February 18, 2008

SQUARE THAT CIRCLE:

But could he deliver?: It is time for America to evaluate Obama the potential president, not Obama the phenomenon (The Economist, 2/14/08)

His immediate effect on international relations could be dramatic: a black president, partly brought up in a Muslim country, would transform America's image. And his youthful optimism could work at home too. After the bitterness of the Bush years, America needs a dose of unity: Mr Obama has a rare ability to deliver it. And the power of charisma should not be underrated, especially in the context of the American presidency which is, constitutionally, quite a weak office. The best presidents are like magnets below a piece of paper, invisibly aligning iron filings into a new pattern of their making. Anyone can get experts to produce policy papers. The trick is to forge consensus to get those policies enacted.

But what policies exactly? Mr Obama's voting record in the Senate is one of the most left-wing of any Democrat.


The oft-repeated mantra that he is uniquely a "unifier" not only ignores his do-nothing record in the Senate and his failure to bridge the various ethnic and class divides in his own party, but necessarily assume one of two things: either he plans to completely abandon that left-wing politics as president or 60% of his fellow citizens will abandon their moderate-conservatism to embrace everything from infanticide to making concessions to Hugo Chavez and Mahmoud Ahmedinejad. Yet there's no reason to believe either, which means he'd likely be a more divisive figure than Hillary Clinton, who actually has worked across the aisle in the Senate and may have learned in her husband's administration that a Democrat has to govern pretty far to the Right.
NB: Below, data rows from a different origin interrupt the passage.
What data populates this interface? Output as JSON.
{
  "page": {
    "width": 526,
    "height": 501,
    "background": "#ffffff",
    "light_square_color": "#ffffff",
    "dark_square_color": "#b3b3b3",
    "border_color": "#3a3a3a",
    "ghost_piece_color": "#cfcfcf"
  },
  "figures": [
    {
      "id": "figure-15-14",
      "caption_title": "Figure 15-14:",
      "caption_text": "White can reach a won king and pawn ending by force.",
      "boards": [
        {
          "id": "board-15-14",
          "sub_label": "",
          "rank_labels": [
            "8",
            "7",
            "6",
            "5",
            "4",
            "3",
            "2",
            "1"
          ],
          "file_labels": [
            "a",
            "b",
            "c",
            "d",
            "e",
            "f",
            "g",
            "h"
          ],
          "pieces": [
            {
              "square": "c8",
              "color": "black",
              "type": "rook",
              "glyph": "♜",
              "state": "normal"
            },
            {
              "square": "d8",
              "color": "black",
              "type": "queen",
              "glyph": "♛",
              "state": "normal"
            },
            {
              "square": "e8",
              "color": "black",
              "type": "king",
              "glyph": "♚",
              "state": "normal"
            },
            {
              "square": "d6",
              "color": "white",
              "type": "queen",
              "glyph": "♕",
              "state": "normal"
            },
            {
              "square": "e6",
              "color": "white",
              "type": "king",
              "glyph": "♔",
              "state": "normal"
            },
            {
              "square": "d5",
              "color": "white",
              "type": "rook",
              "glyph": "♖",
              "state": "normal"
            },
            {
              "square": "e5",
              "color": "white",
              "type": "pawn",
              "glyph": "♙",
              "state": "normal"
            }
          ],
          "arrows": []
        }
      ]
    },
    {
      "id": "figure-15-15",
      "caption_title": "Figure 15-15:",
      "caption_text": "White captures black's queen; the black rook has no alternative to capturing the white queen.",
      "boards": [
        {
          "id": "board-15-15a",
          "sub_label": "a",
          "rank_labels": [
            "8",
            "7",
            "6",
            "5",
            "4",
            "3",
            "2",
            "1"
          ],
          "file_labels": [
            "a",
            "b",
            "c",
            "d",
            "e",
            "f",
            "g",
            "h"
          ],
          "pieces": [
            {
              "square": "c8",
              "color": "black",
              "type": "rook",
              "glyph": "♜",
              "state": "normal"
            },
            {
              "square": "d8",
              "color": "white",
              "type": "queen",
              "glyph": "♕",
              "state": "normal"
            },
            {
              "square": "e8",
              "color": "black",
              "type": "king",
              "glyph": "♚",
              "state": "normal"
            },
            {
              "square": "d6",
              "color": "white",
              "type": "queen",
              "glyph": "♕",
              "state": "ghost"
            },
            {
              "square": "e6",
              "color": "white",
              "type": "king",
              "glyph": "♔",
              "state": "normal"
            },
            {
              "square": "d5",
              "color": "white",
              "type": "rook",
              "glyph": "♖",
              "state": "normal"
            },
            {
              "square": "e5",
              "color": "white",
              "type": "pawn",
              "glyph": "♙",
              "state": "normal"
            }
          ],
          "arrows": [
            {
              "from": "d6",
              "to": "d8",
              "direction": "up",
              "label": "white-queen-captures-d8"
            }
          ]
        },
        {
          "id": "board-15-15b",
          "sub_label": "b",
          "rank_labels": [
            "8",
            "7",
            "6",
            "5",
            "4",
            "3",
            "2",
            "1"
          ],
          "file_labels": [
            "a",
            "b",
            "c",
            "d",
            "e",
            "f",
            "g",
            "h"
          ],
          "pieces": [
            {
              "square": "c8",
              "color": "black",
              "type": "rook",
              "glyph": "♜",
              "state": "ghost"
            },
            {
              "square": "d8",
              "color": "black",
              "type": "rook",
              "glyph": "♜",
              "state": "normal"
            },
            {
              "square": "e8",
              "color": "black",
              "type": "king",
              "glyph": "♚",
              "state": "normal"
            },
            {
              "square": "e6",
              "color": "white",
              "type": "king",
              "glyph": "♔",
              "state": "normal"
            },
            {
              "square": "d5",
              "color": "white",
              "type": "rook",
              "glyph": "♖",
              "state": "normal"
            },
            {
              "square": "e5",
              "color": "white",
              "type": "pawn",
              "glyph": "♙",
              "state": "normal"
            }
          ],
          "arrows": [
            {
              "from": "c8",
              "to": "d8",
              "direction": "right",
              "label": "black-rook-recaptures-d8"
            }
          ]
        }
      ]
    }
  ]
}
Posted by Orrin Judd at February 18, 2008 8:20 AM
Comments

Beside the Obama blatter, the notion that the American presidency is a constitionally weak office betrays that the author is consuming mind-altering substances in industrial quantities.

Posted by: Peter at February 18, 2008 9:17 AM

That's funny, I thought George Bush was the "uniter, not a divider.

Note that we were bitterly divided in the 90's, all the fault of those damn right-wingers who hated Clinton. Note that "the bitterness of the Bush years" were because of that damn right-wing President. Note that if we are divided under Mr. Obama it will be the fault of.....

Uh huh.

Posted by: Andrew X at February 18, 2008 10:00 AM

"a black president, partly brought up in a Muslim country, would transform America's image."

This is such a mind-bogglingly ignorant and wrong-headed statement that it immediately disqualifies the author from ever being taken seriously again. I thought the Economist was supposed to pretend to be an intellectually serious magazine?